July 28th, 2020

COVID Section

July 28th, 2020

Bare

by Lorelei Laird

Arabella’s face is in the window when I get home. She has a smear of something on her cheek, and I cringe a little, thinking about how frazzled Jennie must be.

She disappears, undoubtedly to tell Jennie I’m home. I’ll have text messages waiting after the Great Sanitizing.

This starts at the side door to the garage, the human-sized door, which Jennie has left open so I don’t have to touch it. First, I take off my shoes and badge and spray them with the disinfectant we keep by the door for this purpose. Then I go inside, open the washing machine with my elbow, take off my scrubs and dump them inside. After sanitizing my hands, I start the laundry, close the garage door, cross the backyard, and unlock the door to the studio. Without touching anything unnecessarily, I go straight into the shower, where I try not to think about my day.

After I get clothes on, I have two text messages. Both say they’re from Jennie, but the first one is clearly from Arabella: ♥♥♥DADI→***AR

The second takes a more adult tone: Welcome home! Want me to make you a plate?

I shoot back: Oh god yes please

Dinner is served in the backyard these days. I lurk in the front room of the studio, which is still full of Jennie’s office stuff, until I see her put a plate on the glass-topped patio table. I get to use the patio furniture because Jennie’s rectus abdominis has split and she can no longer climb out of anything that reclines.

Then she walks all the way across the back lawn, past abandoned toys and a raised bed with a dead squash vine in it, to a straight-backed kitchen chair. It’s 12 feet; we measured it. Arabella lounges next to her on a Moana beach towel, eating only the pasta part of her salad. Both of us are too tired to care.

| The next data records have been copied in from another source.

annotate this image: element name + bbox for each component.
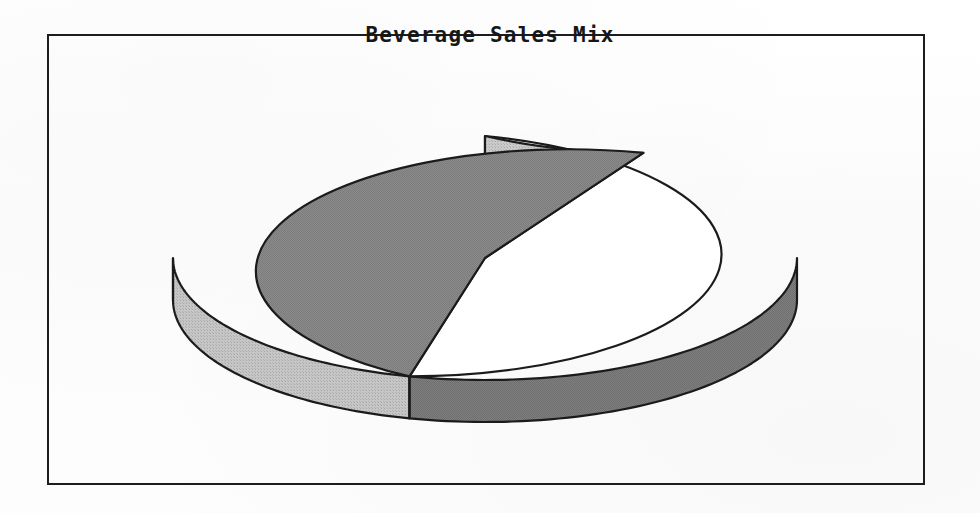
scanned-page: Beverage Sales Mix [0, 0, 980, 513]
chart-frame-border [47, 34, 925, 485]
chart-title: Beverage Sales Mix [0, 23, 980, 47]
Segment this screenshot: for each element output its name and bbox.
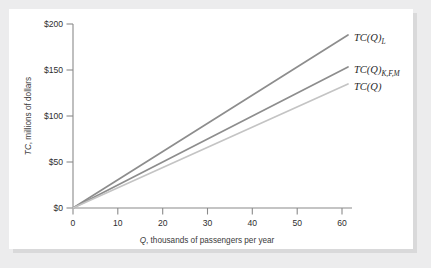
y-axis-title-rest: , millions of dollars bbox=[24, 77, 33, 144]
y-tick-label-100: $100 bbox=[44, 111, 63, 121]
x-axis-title-rest: , thousands of passengers per year bbox=[146, 236, 275, 245]
series-line-tc-q bbox=[73, 84, 348, 208]
series-label-tc-q-kfm: TC(Q)K,F,M bbox=[354, 64, 401, 78]
y-axis-title-symbol: TC bbox=[24, 144, 33, 155]
y-axis-title: TC, millions of dollars bbox=[24, 77, 33, 155]
y-tick-label-0: $0 bbox=[53, 203, 63, 213]
y-tick-marks bbox=[67, 24, 74, 208]
x-tick-label-30: 30 bbox=[203, 218, 213, 228]
y-tick-label-50: $50 bbox=[49, 157, 64, 167]
chart-svg: $200 $150 $100 $50 $0 0 10 20 30 40 50 6… bbox=[0, 0, 431, 268]
series-label-tc-q-l-sub: L bbox=[380, 37, 385, 46]
x-axis-title: Q, thousands of passengers per year bbox=[140, 236, 275, 245]
x-tick-label-60: 60 bbox=[337, 218, 347, 228]
series-line-tc-q-l bbox=[73, 35, 348, 208]
y-tick-label-200: $200 bbox=[44, 19, 63, 29]
figure-container: $200 $150 $100 $50 $0 0 10 20 30 40 50 6… bbox=[0, 0, 431, 268]
y-tick-label-150: $150 bbox=[44, 65, 63, 75]
series-label-tc-q-l-main: TC(Q) bbox=[354, 32, 382, 44]
x-tick-label-10: 10 bbox=[113, 218, 123, 228]
series-label-tc-q-l: TC(Q)L bbox=[354, 32, 386, 46]
x-tick-label-0: 0 bbox=[71, 218, 76, 228]
series-line-tc-q-kfm bbox=[73, 67, 348, 208]
series-label-tc-q-main: TC(Q) bbox=[354, 81, 382, 93]
series-label-tc-q: TC(Q) bbox=[354, 81, 382, 93]
x-tick-marks bbox=[73, 208, 342, 215]
x-tick-label-50: 50 bbox=[292, 218, 302, 228]
series-label-tc-q-kfm-sub: K,F,M bbox=[380, 69, 400, 78]
series-label-tc-q-kfm-main: TC(Q) bbox=[354, 64, 382, 76]
x-tick-label-20: 20 bbox=[158, 218, 168, 228]
x-tick-label-40: 40 bbox=[248, 218, 258, 228]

“How was it?” Jennie calls over after we’re a few bites in.

“Grim,” I tell her, thinking of the woman who died hours after I intubated her. Anesthesiologists give out the painkillers; we are not supposed to witness this much suffering. “You?”

“Oh, same,” Jennie jokes. “Arabella didn’t nap today. I had to cancel my meeting with Steve.”

I listen closely, thrilled by these little bits of domestic news that I no longer get to live. It’s like sinking into a feather bed. Four weeks ago, it would have given me no pleasure to learn that Arabella was being a bear. But now that I can’t have my family, any scrap of news is exciting.

I apologize to Jennie for not being there, but she demurs, because we both know why we’re doing this. I will not put my wife and unborn son at risk. Or Arabella.

The hardest part is not kissing Jennie goodnight.

“I’ll soak the dishes in alcohol and put them out for you,” I promise her when we get up to leave.

She nods, looks at me while our daughter swirls around her feet.

“I miss you so much,” I say.

“I miss you too,” she says. “And so does Sylvester.”

“I thought we decided on Vernon.”

She smiles. He’s been David Howard for a couple of months now, after his grandfathers.

“Good night, Milton,” I tell her belly. “Good night, my beautiful girls.”

I sleep quickly, but unfamiliar noises keep waking me up, my heart pounding in my ears. Is the sound really so different across the property, or is my job just giving me psychiatric problems?

I give up this debate around 5:30, when the black crack in the blinds starts turning blue. If I’m up this early, I decide, I might as well get some exercise.

Twenty minutes later, I’m figuring out how to do triceps exercises with a resistance band when a light goes on in our bedroom. Jennie must be up early too. As I watch, she pulls back the curtains in the sliding glass door.

I can’t resist approaching—but when I get to the door, I discover, to my surprise, that Jennie is naked, the curve of her hip bare as she stretches to hook the curtains open. I feel a flash of shame before I realize I am not a peeping Tom; I’m just her temporarily exiled husband.

Still, it feels strange, so I tap lightly on the glass.  She’s surprised to see me too, her gaze sharpening under a towel wrapped around her head. Her gloriously round belly hits the glass before the rest of her. I want to touch her.

This is when I realize I actually could, sort of. The glass negates quarantine rules. As long as it stays closed.

I step closer and hold my palm up to the glass. Soon she understands, and holds her hand up to meet mine.

It’s as close as we’ve gotten in weeks, and it’s not enough. It hurts to feel the cold, hard glass between us.

But I can’t go inside, so I start stripping off my nasty old T-shirt. Then the basketball shorts, and then the sweaty underwear. It’s not about sex (well, not much). I want her to see my body, even all the dad flab and stray hairs. Especially those. Because I wouldn’t show them to anyone else.

Naked, I step back from the glass and put my hand back up. Jennie doesn’t say anything, even though I could hear her through the glass if she did. She just stands there, looking, and then slowly puts her hand back up to mine. We look at each other. And for a moment, it’s enough.